I include this here under Napoleon Bonaparte because that seems to be the most common attribution, and probably the best answer to go for if you're asked about this line in a quiz. But this remark has been traced in print to the year 1777, when Napoleon was only eight years old.
The Quote Investigator (QI) located this assertion in a collection of philosophical thoughts, published in that year, entitled Pensées Nouvelles et Philosophiques (New Thoughts and Philosophies). The words were attributed to the prominent author Bernard Le Bovier de Fontenelle, who had by this time been dead for twenty years. The quote reads "Du sublime au ridicule, disait Fontenelle, il n’y a qu’un pas: de la raillerie à l’insulte il y en a encore moins." This can be translated into English as "From the sublime to the ridiculous, said Fontenelle, it is only one step: from raillery to insult there is even less."
The earliest attribution to Napoelon, located by the QI, comes from a memoir published in 1815 by Dominique-Georges-Frédéric Dufour de Pradt, Napoleon's former secretary. De Pradt describes how Napoleon, after his defeat in Russia (in 1812), repeated two or three times, in his presence: "du sublime au ridicule il n’y a qu’un pas".
Even before this, a similar sentiment had appeared in English, in Thomas Paine's The Age of Reason (1795): "The sublime and the ridiculous are often so nearly related, that it is difficult to class them separately. One step above the sublime, makes the ridiculous; and one step above the ridiculous, makes the sublime again." And later in the same work: "When authors and critics talk of the sublime, they see not how nearly it borders on the ridiculous."
In conclusion: we have reliable evidence that Napoleon did use this expression; but he clearly wasn't the first person to do so. It was, the QI notes, already in common usage in France; and it had even found its way into English. The evidence suggests that it was coined at least as early as the mid-eighteenth century, quite possibly by Fontenelle; one even wonders whether we might be justified in describing it as a French proverb.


§ **What to do**:
What is needed is an exact copy of all the records, written out in full.

========================

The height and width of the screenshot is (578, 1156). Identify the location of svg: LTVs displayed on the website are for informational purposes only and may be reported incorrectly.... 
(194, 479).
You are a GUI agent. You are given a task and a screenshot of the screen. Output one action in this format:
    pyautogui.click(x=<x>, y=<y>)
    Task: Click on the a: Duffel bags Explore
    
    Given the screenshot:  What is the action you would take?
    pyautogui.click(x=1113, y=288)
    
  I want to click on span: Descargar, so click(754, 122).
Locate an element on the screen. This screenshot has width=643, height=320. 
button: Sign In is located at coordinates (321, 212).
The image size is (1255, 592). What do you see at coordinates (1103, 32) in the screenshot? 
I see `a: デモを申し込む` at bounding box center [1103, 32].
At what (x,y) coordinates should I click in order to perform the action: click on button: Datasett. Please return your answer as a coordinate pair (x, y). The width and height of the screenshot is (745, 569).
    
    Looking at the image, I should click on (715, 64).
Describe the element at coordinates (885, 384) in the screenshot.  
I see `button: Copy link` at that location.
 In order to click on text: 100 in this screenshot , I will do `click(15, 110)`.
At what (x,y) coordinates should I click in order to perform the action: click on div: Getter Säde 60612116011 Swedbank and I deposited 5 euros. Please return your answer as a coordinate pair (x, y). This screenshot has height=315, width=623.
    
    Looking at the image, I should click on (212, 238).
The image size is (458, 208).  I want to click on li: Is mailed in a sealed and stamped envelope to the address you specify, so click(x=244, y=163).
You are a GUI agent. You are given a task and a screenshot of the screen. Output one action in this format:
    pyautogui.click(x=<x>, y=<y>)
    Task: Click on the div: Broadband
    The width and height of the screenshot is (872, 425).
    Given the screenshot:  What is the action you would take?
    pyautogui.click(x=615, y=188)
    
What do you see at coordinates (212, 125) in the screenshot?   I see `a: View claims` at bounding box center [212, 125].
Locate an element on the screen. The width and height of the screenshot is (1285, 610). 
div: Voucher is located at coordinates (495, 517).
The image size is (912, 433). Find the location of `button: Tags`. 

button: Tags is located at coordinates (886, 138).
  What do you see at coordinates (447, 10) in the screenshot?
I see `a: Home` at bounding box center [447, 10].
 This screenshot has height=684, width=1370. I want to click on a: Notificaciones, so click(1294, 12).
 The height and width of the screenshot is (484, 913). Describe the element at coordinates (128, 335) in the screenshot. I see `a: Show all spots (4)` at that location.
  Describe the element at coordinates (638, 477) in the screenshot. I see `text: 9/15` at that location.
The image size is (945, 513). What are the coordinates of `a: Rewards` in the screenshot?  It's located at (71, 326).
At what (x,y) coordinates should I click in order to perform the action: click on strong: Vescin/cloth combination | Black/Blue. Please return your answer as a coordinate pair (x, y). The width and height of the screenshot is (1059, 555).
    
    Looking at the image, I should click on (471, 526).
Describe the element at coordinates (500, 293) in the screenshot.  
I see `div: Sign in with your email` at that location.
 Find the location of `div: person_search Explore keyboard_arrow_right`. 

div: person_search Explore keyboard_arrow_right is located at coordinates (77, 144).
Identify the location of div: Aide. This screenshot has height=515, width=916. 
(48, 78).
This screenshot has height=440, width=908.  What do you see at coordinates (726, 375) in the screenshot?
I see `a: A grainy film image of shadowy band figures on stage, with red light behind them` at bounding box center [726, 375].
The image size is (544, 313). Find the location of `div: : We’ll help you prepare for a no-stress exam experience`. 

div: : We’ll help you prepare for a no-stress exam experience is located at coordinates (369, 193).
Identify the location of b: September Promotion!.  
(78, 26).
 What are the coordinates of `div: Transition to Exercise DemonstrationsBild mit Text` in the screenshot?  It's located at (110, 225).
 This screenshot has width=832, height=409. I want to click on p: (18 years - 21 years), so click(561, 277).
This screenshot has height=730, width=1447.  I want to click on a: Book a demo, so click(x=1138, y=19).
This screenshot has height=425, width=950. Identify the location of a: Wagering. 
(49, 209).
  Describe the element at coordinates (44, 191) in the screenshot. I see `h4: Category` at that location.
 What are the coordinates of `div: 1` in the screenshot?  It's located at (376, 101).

========================

§ **Task response**:
The height and width of the screenshot is (578, 1156). Identify the location of svg: LTVs displayed on the website are for informational purposes only and may be reported incorrectly.... 
(194, 479).
You are a GUI agent. You are given a task and a screenshot of the screen. Output one action in this format:
    pyautogui.click(x=<x>, y=<y>)
    Task: Click on the a: Duffel bags Explore
    
    Given the screenshot:  What is the action you would take?
    pyautogui.click(x=1113, y=288)
    
  I want to click on span: Descargar, so click(754, 122).
Locate an element on the screen. This screenshot has width=643, height=320. 
button: Sign In is located at coordinates (321, 212).
The image size is (1255, 592). What do you see at coordinates (1103, 32) in the screenshot? 
I see `a: デモを申し込む` at bounding box center [1103, 32].
At what (x,y) coordinates should I click in order to perform the action: click on button: Datasett. Please return your answer as a coordinate pair (x, y). The width and height of the screenshot is (745, 569).
    
    Looking at the image, I should click on (715, 64).
Describe the element at coordinates (885, 384) in the screenshot.  
I see `button: Copy link` at that location.
 In order to click on text: 100 in this screenshot , I will do `click(15, 110)`.
At what (x,y) coordinates should I click in order to perform the action: click on div: Getter Säde 60612116011 Swedbank and I deposited 5 euros. Please return your answer as a coordinate pair (x, y). This screenshot has height=315, width=623.
    
    Looking at the image, I should click on (212, 238).
The image size is (458, 208).  I want to click on li: Is mailed in a sealed and stamped envelope to the address you specify, so click(x=244, y=163).
You are a GUI agent. You are given a task and a screenshot of the screen. Output one action in this format:
    pyautogui.click(x=<x>, y=<y>)
    Task: Click on the div: Broadband
    The width and height of the screenshot is (872, 425).
    Given the screenshot:  What is the action you would take?
    pyautogui.click(x=615, y=188)
    
What do you see at coordinates (212, 125) in the screenshot?   I see `a: View claims` at bounding box center [212, 125].
Locate an element on the screen. The width and height of the screenshot is (1285, 610). 
div: Voucher is located at coordinates (495, 517).
The image size is (912, 433). Find the location of `button: Tags`. 

button: Tags is located at coordinates (886, 138).
  What do you see at coordinates (447, 10) in the screenshot?
I see `a: Home` at bounding box center [447, 10].
 This screenshot has height=684, width=1370. I want to click on a: Notificaciones, so click(1294, 12).
 The height and width of the screenshot is (484, 913). Describe the element at coordinates (128, 335) in the screenshot. I see `a: Show all spots (4)` at that location.
  Describe the element at coordinates (638, 477) in the screenshot. I see `text: 9/15` at that location.
The image size is (945, 513). What are the coordinates of `a: Rewards` in the screenshot?  It's located at (71, 326).
At what (x,y) coordinates should I click in order to perform the action: click on strong: Vescin/cloth combination | Black/Blue. Please return your answer as a coordinate pair (x, y). The width and height of the screenshot is (1059, 555).
    
    Looking at the image, I should click on (471, 526).
Describe the element at coordinates (500, 293) in the screenshot.  
I see `div: Sign in with your email` at that location.
 Find the location of `div: person_search Explore keyboard_arrow_right`. 

div: person_search Explore keyboard_arrow_right is located at coordinates (77, 144).
Identify the location of div: Aide. This screenshot has height=515, width=916. 
(48, 78).
This screenshot has height=440, width=908.  What do you see at coordinates (726, 375) in the screenshot?
I see `a: A grainy film image of shadowy band figures on stage, with red light behind them` at bounding box center [726, 375].
The image size is (544, 313). Find the location of `div: : We’ll help you prepare for a no-stress exam experience`. 

div: : We’ll help you prepare for a no-stress exam experience is located at coordinates (369, 193).
Identify the location of b: September Promotion!.  
(78, 26).
 What are the coordinates of `div: Transition to Exercise DemonstrationsBild mit Text` in the screenshot?  It's located at (110, 225).
 This screenshot has width=832, height=409. I want to click on p: (18 years - 21 years), so click(561, 277).
This screenshot has height=730, width=1447.  I want to click on a: Book a demo, so click(x=1138, y=19).
This screenshot has height=425, width=950. Identify the location of a: Wagering. 
(49, 209).
  Describe the element at coordinates (44, 191) in the screenshot. I see `h4: Category` at that location.
 What are the coordinates of `div: 1` in the screenshot?  It's located at (376, 101).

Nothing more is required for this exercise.